Recycling paper and card video transcript
Video transcript for the recycling paper and card video on how we recycle your waste page.
[Title card] Recycling paper and card. Kent Councils working together to keep Kent clean.
The presenter is wearing hard hat, goggles and high-viz jacket standing in front of a large pile of used card and paper in a warehouse area of a paper mill.
Presenter: All the paper and card you recycle is used to make paper-based packaging here in the UK and all that starts right here at this paper mill in Snodland, Kent.
The video shows the outside of the paper mill then the machinery and control room inside.
Presenter: The mill runs 24 hours a day, 7 days a week, 365 days a year. Recycling in Kent for Kent.
A large lorry is reversing into a recycling depot and emptying a load of paper card.
Presenter: After your recycling is collected, the different materials get separated. With 130 tonnes of paper and card arriving at this recycling depot each day.
The paper and card is being moved around, and workers are wearing gloves and using rakes to check through it.

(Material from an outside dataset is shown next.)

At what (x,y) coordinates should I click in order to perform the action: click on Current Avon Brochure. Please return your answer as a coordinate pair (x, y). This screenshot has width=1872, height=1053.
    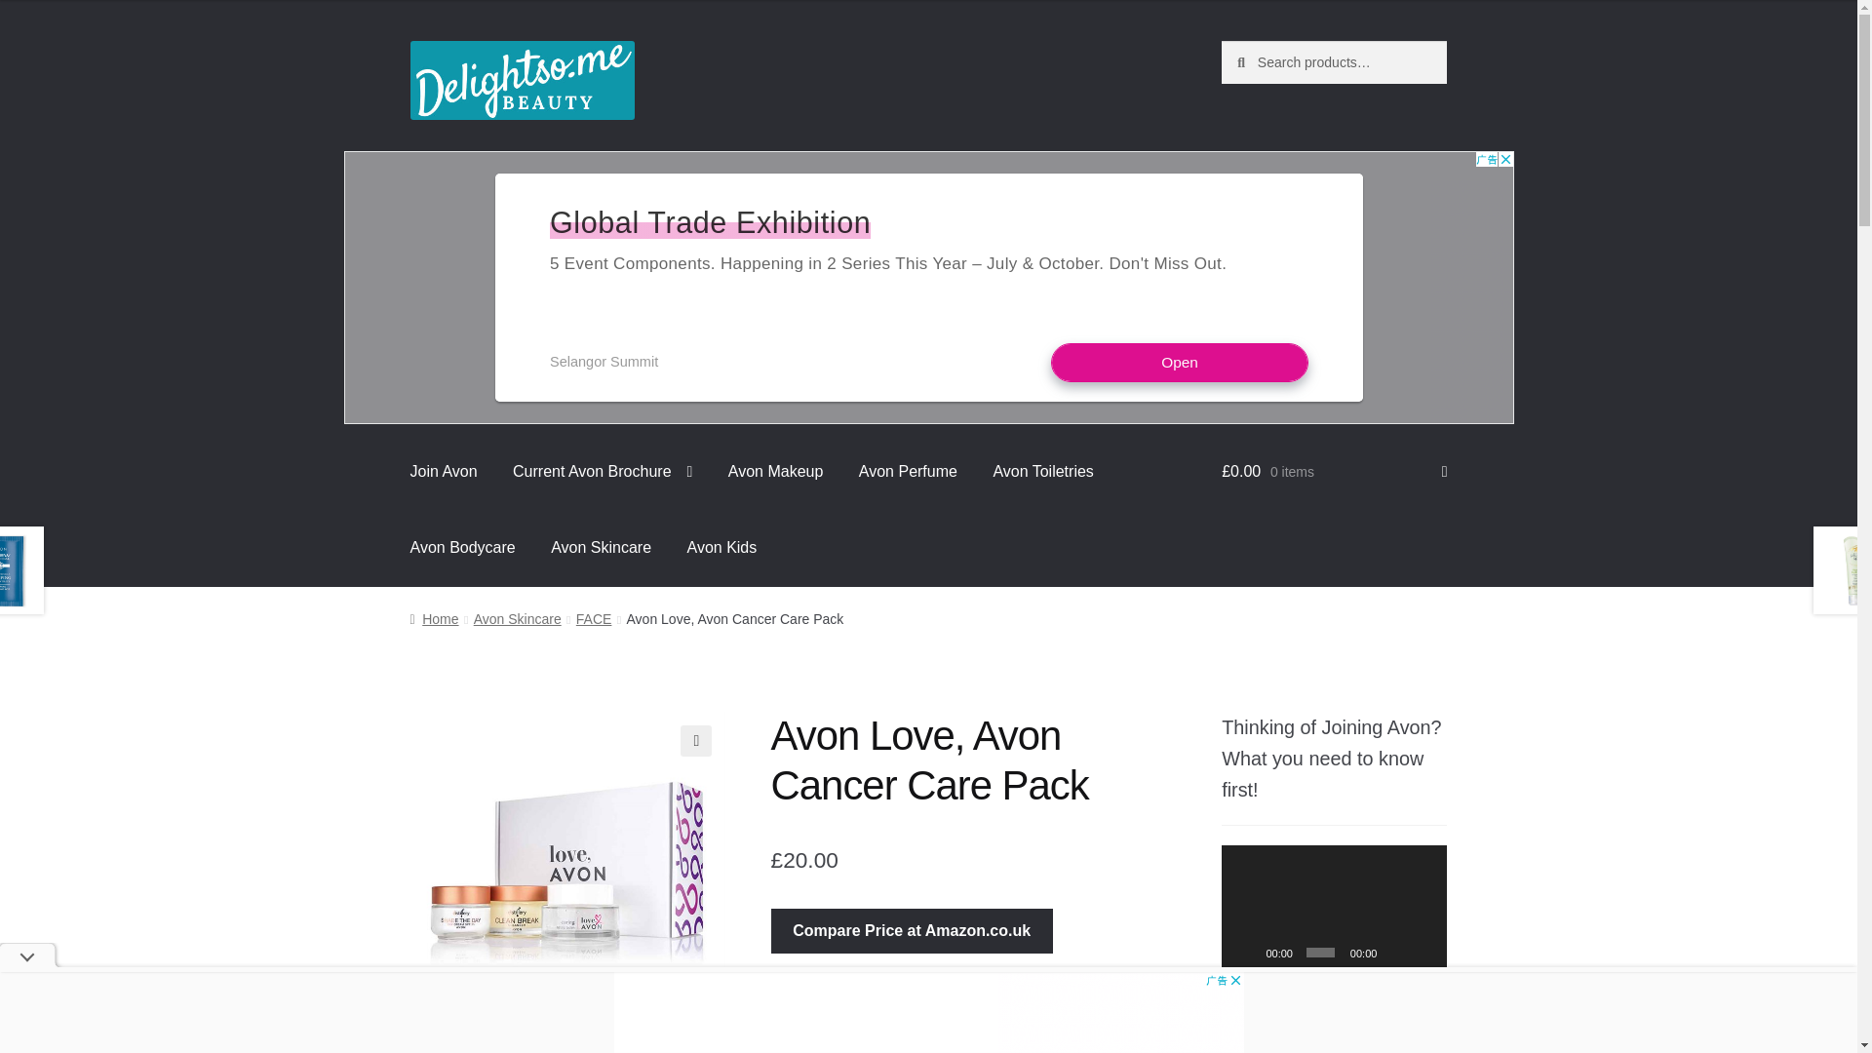
    Looking at the image, I should click on (603, 471).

Presenter: The team starts by removing anything that isn't paper or card by hand. Otherwise it will contaminate the recycling. Plastics, polystyrene, wet paper and cardboard and even nappies have been found here and can only be removed manually. Sometimes the team has to deal with dangerous items too, putting them at risk. If all of these items are not removed, then whole loads of card and paper will get rejected. And this has financial and environmental impacts. The remaining card and paper is sorted and compressed into 800 kilogram bales.
There are huge bales stacked up outside, and a forklift truck is loading them onto a lorry.
Presenter: These bales are then transported to the mill where they'll be turned into reels of recycled paper.
Paper and card is moving up a conveyor belt, going from outside to inside the mill.
Presenter: First, the bales travel up a conveyor belt to the top floor of the mill.
Shredded paper and card are pouring into a large vat of water.
Presenter: The paper and card are mixed with water in this pulper, which acts like a huge food blender. 40 tonnes of paper is processed every hour. Now your average piece of paper, or card can be recycled approximately 7 times before the paper fibres become too weak to be reused. But even then, they don't go to waste. The fibres are collected and the water is squeezed out, making a solid product.
A worker in a paper mill is watching as a grey-brown paste comes out of a machine, and crumbles it in her hands to show a grainy consistency.
Presenter: This gets used for things like composting, meaning 100% of the paper and card that arrives is recycled.
The presenter walks up to a huge machine with a person who works at the mill and up a ladder to see the equipment in the mill.
Presenter: The usable paper mixture is sprayed onto giant sheets of fabric and is put through a huge press which squeezes out more water to make the sheet of paper exactly the right thickness or weight to make cardboard boxes.
The presenter and worker then walk along next to the machine looking at the different parts of it.
Presenter: The pressed sheet then needs to be dried further in these huge ovens called dryers. The heat in this room is incredible and reaches up to 105 degrees. It's the heat that dries the wet sheet pulp into the final product. Starch is added at this point to give the paper strength.
At the end of the machine there is a huge reel of brown paper.
Presenter: The paper is initially wound into huge reels, each weighing 35 tonnes, which is the equivalent of 6 adult elephants. And from here, it is cut down into smaller reels for the next stage.
The presenter is now in a control room, with lots of screens and 2 people working in there.
Presenter: The whole of the paper making process is managed from this control room, where every single aspect of the system is tightly monitored. And importantly, the mill follows strict guidance set and monitored by the Environment Agency. So the vapor you see coming from the chimneys is steam, not smoke.
Back in the mill the machines are moving the reels to where they are stored.
Presenter: The smaller reels then travel downstairs and are stored in this warehouse, ready to be taken across the UK to become corrugated cardboard and other paper-based products.
The presenter is in the warehouse with large reels.
Presenter: It takes just one hour to produce a 35 tonne reel. So in 24 hours this mill makes about 800 tonnes of paper and card.
The presenter is standing outside the paper mill.
Presenter: So there you have it. Put all of your card and paper recycling collection and it will be recycled and back in use in a couple of weeks.
[Title card] Kent Resource Partnership logo. Keep Kent Clean logo.